Béla Tarr and Ágnes Hranitzky are two of the most artistically thoughtful filmmakers of the 21st century. The Turin Horse and The Werckmeister Harmonies are two of their greatest cinematic achievements. A lesser known film of theirs, The Man From London, may on the surface lack some of the weightier themes of those films, but stylistically it is at least their equal.
The film features their trademark fluid, highly choreographed long take camera moves as well as the use of wide angle lenses throughout. But the use of high contrast images and extreme blacks may be the most visually apparent. The film is squarely in the noir tradition, but uses high contrast, extreme blacks, and silhouettes in particularly daring and compelling ways.
The movie opens with a long crane shot up the bow of a ship. The high contrast and centered framing makes the ship into an abstract shape (we don't where it came from or where its going).
The inky blackness on the right side of the frame is water. It lacks any texture, becoming a dark void. Early in the movie two criminals wrestle over a briefcase, and one falls to his death in the void.
The protagonist, Maloin, rescues the briefcase form the void, but it starts a chain of events that ends tragically.
The surviving criminal follows Maloin.
In one of the most exquisite scenes from the movie, Maloin comes home from his night shift with the briefcase and goes to bed (you can see the edge of the bed on the right of the door frame). The image is low contrast.
Maloin's wife enters to close the shutters to the window. Her black jacket creates high contrast with the glaring light through the window.
As she closes the shutters, the image shifts from being all white with a touch of black to all black with a touch of white.
Maloin's wife exits the room, blocking the window, and creating a natural fade to black.
The image goes dark, and stays dark for 20-30 seconds...
...And then suddenly cuts to a bright overhead light again the blackness.
Maloin in his tower. Black on white on black. The void surrounds him. The entire movie seems encompassed and bordered by this void.
Maloin looks down form his window on the criminal who has been following him in one of the movie's most classic noir shots.
Maloin takes some some money from a lockbox.
The same space. Maloin's absence is felt by the classic high contrast image.
Maloin's menacing black shape enters the shop where his daughter works, in hopes of ending her exploitation by the managers.
Mirroring the opening scene, the inspector from London recreates what. he thinks happened with the briefcase.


Work required: Your answer should be every line from the records that contains "positive".

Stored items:
════════════════

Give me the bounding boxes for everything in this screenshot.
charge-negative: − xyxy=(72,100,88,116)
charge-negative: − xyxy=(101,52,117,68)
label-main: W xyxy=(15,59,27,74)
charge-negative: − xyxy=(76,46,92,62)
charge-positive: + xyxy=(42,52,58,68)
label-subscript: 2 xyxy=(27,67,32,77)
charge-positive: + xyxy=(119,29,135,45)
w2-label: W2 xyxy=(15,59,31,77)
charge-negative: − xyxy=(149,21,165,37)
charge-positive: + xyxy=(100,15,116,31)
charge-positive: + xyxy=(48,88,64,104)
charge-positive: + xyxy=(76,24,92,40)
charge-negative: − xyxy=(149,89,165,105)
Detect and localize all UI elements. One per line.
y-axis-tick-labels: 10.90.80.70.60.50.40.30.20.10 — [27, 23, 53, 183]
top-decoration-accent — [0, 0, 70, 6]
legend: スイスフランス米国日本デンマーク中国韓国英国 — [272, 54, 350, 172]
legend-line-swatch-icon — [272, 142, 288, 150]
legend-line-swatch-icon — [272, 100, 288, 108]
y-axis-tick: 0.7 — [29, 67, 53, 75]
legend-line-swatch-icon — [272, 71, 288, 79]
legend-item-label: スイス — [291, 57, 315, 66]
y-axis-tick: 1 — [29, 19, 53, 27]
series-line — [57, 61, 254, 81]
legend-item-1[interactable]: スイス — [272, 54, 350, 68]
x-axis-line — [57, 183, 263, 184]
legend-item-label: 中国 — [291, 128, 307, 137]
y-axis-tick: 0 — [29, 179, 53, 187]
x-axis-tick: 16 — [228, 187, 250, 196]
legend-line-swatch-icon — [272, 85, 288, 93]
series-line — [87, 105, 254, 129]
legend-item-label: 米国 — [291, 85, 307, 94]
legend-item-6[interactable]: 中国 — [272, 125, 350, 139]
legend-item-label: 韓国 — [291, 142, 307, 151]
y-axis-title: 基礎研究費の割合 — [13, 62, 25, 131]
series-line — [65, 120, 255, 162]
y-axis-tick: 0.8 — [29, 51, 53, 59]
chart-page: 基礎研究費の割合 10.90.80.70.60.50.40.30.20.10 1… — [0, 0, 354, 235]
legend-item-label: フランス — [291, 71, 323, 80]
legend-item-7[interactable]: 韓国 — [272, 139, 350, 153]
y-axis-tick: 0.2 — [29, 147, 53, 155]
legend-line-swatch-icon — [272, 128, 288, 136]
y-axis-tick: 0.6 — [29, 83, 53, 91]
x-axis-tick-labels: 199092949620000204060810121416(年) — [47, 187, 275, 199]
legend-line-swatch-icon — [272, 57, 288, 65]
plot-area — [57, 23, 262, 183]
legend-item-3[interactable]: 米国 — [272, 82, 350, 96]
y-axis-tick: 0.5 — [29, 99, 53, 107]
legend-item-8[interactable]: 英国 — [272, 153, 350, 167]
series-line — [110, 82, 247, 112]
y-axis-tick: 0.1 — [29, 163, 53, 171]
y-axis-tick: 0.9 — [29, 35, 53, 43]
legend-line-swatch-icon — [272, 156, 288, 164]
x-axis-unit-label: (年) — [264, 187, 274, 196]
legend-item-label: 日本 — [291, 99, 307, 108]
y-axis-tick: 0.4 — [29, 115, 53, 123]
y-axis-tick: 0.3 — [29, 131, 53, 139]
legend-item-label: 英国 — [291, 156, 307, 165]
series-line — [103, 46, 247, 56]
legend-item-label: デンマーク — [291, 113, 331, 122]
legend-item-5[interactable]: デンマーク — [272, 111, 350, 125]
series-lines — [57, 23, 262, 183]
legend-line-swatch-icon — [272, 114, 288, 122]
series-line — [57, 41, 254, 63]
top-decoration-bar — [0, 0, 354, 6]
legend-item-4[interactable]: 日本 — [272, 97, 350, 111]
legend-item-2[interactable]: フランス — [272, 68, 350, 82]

════════════════

Solution to this task:
charge-positive: + xyxy=(42,52,58,68)
charge-positive: + xyxy=(119,29,135,45)
charge-positive: + xyxy=(100,15,116,31)
charge-positive: + xyxy=(48,88,64,104)
charge-positive: + xyxy=(76,24,92,40)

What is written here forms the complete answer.